I’ve now read a few articles assessing the pros and cons of learning analytics and, regardless of the methodologies employed, there are patterns and themes in what is being found. The benefits include institutional efficiency and institutional performance around financial planning and recruitment; for students, the benefits correspond to insights into learning and informed decision-making. These are balanced against the cons: self-fulfilling prophecies concerning at-risk students, the dangers of student profiling, risks to student privacy and questions around data ownership (Roberts et al., 2016; Lawson et al., 2016). This is often contextualised by socio-critical understandings which converge on notions of power and surveillance; some of the methodologies explicitly attempt to counter presumptions made as a result of this, for example, by bringing in the student voice (Roberts et al., 2016).

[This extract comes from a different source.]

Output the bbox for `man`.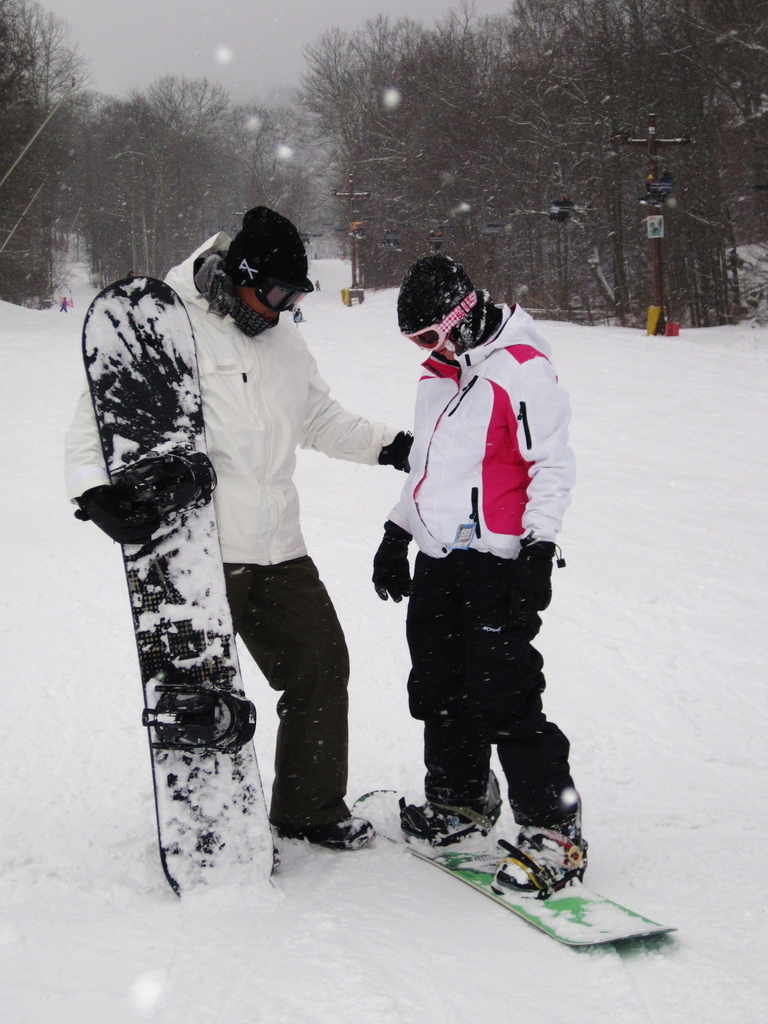
<box>61,203,422,913</box>.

In reading these articles and studies, I was particularly interested in ideas around student profiling and student labelling, and how this is perceived (or sometimes spun) as a benefit for students. Arguments against student profiling focus on the oversimplification of student learning, students being labelled on past decisions, student identity being in a necessary state of flux (Mayer-Schoenberger, 2011). One of the things, though, that’s missing in all of this, the absence of which I am feeling keenly, is causation. It strikes me that big data and learning analytics can tell us what is, but not always why.

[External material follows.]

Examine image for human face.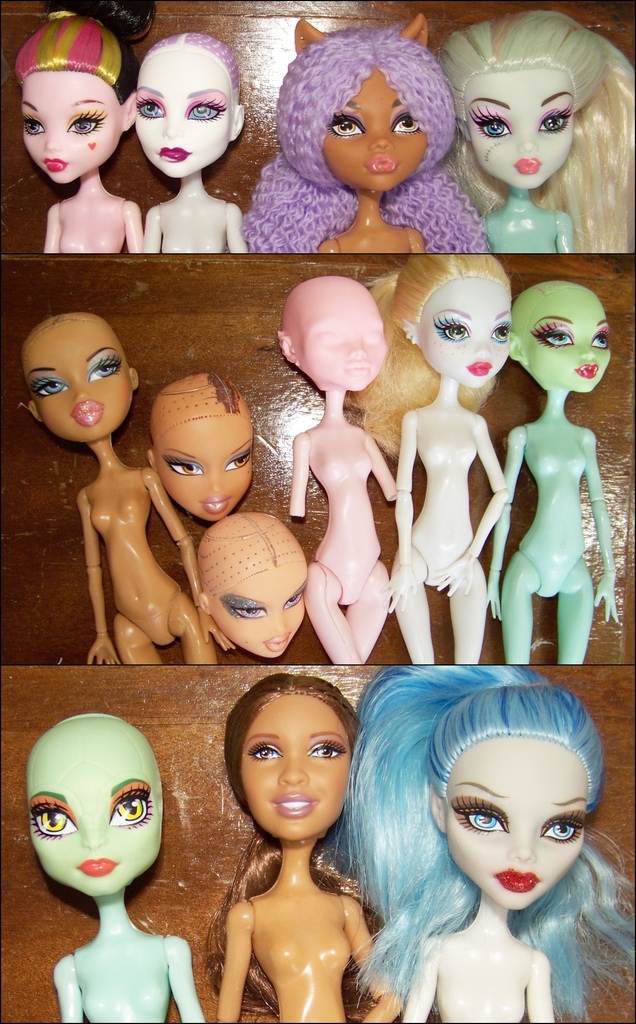
Examination result: [420, 281, 513, 390].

A similar observation leads Chandler to assert that Big Data is the kind of Bildungsroman of posthumanism (2015). He argues that Big Data is an epistemological revolution:
“displacing the modernist methodological hegemony of causal analysis and theory displacement” (2015, p. 833).

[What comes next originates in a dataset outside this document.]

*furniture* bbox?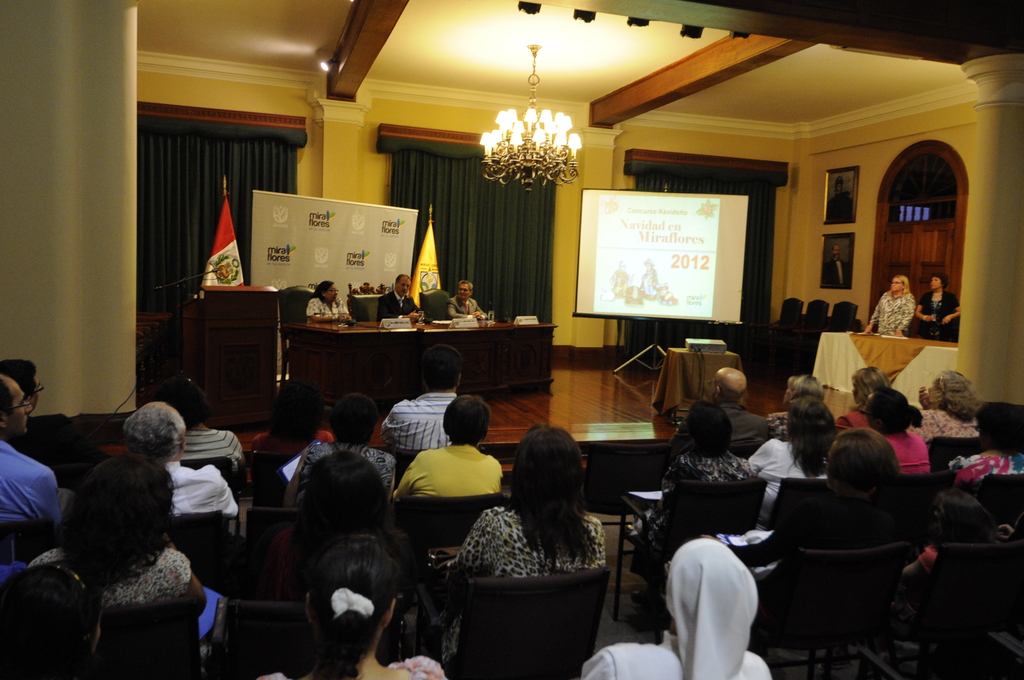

Chandler is not interested in the pros and cons of Big Data so much as the way in which it changes how knowledge is produced, and how we think about knowledge production. This is an extension of ideas espoused by Anderson, in which he argues that theoretical models are becoming redundant in a world of Big Data (2008). Similar, Cukier and Schoenberger argue that Big Data:
“represents a move away from trying to understand the deeper reasons behind how the world works to simply learning about an association among phenomena, and using that to get that done” (2013, p. 32).
Big Data aims not at instrumental knowledge, nor causal reasoning, but the revealing of feedback loops. It’s reflexive. And for Chandler, this represents an entirely new epistemological approach for making sense of the world, gaining insights which are ‘born from the data’, rather than planned in advance.
Chandler is interested in the ways in which Big Data can intersect with ideas in international relations and political governance, and many of his ideas are extremely translatable and relevant to higher education institutions. For example, Chandler argues that Big Data reflects political reality (i.e. what is) but it also transforms it through enabling community self-awareness. It allows reflexive problem-solving on the basis of this self-awareness. Similarly, it may be seen that learning analytics allows students to gain understanding of their learning and their progress, possibly in comparison with their peers.
This sounds great, but Chandler contends that it is necessarily accompanied by a warning: it isn’t particularly empowering for those who need social change:
Big Data can assist with the management of what exists […] but it cannot provide more than technical assistance based upon knowing more about what exists in the here and now. The problem is that without causal assumptions it is not possible to formulate effective strategies and responses to problems of social, economic and environmental threats. Big Data does not empower people to change their circumstances but merely to be more aware of them in order to adapt to them (p. 841-2).
The problem of lack of understanding of causation is raised in consideration of ‘at risk’ students – a student being judged on a series of data without any (potentially necessary) contextualisation. The focus is on reflexivity and relationality rather than how or why a situation has come about, and what the impact of it might be. Roberts et al. found that students were concerned about this, that learning analytics might drive inequality through advantaging only some students (2016).The demotivating nature of the EASI system for ‘at risk’ students is also raised by Lawson et al. (2016, p. 961). Too little consideration is given to the causality of ‘at risk’, and perhaps too much to essentialism.
His considerations of Big Data and international relations leads Chandler to assert cogently that:
Big Data articulates a properly posthuman ontology of self-governing, autopoietic assemblages of the technological and the social (2015, p. 845).
No one here is necessarily excluded, and all those on the periphery are brought in. Rather paradoxically, this appears to be both the culmination of the socio-material project, as well as an indicator of its necessity. Adopting a posthumanist approach to learning analytics may be a helpful critical standpoint, and is definitely something worth exploring further.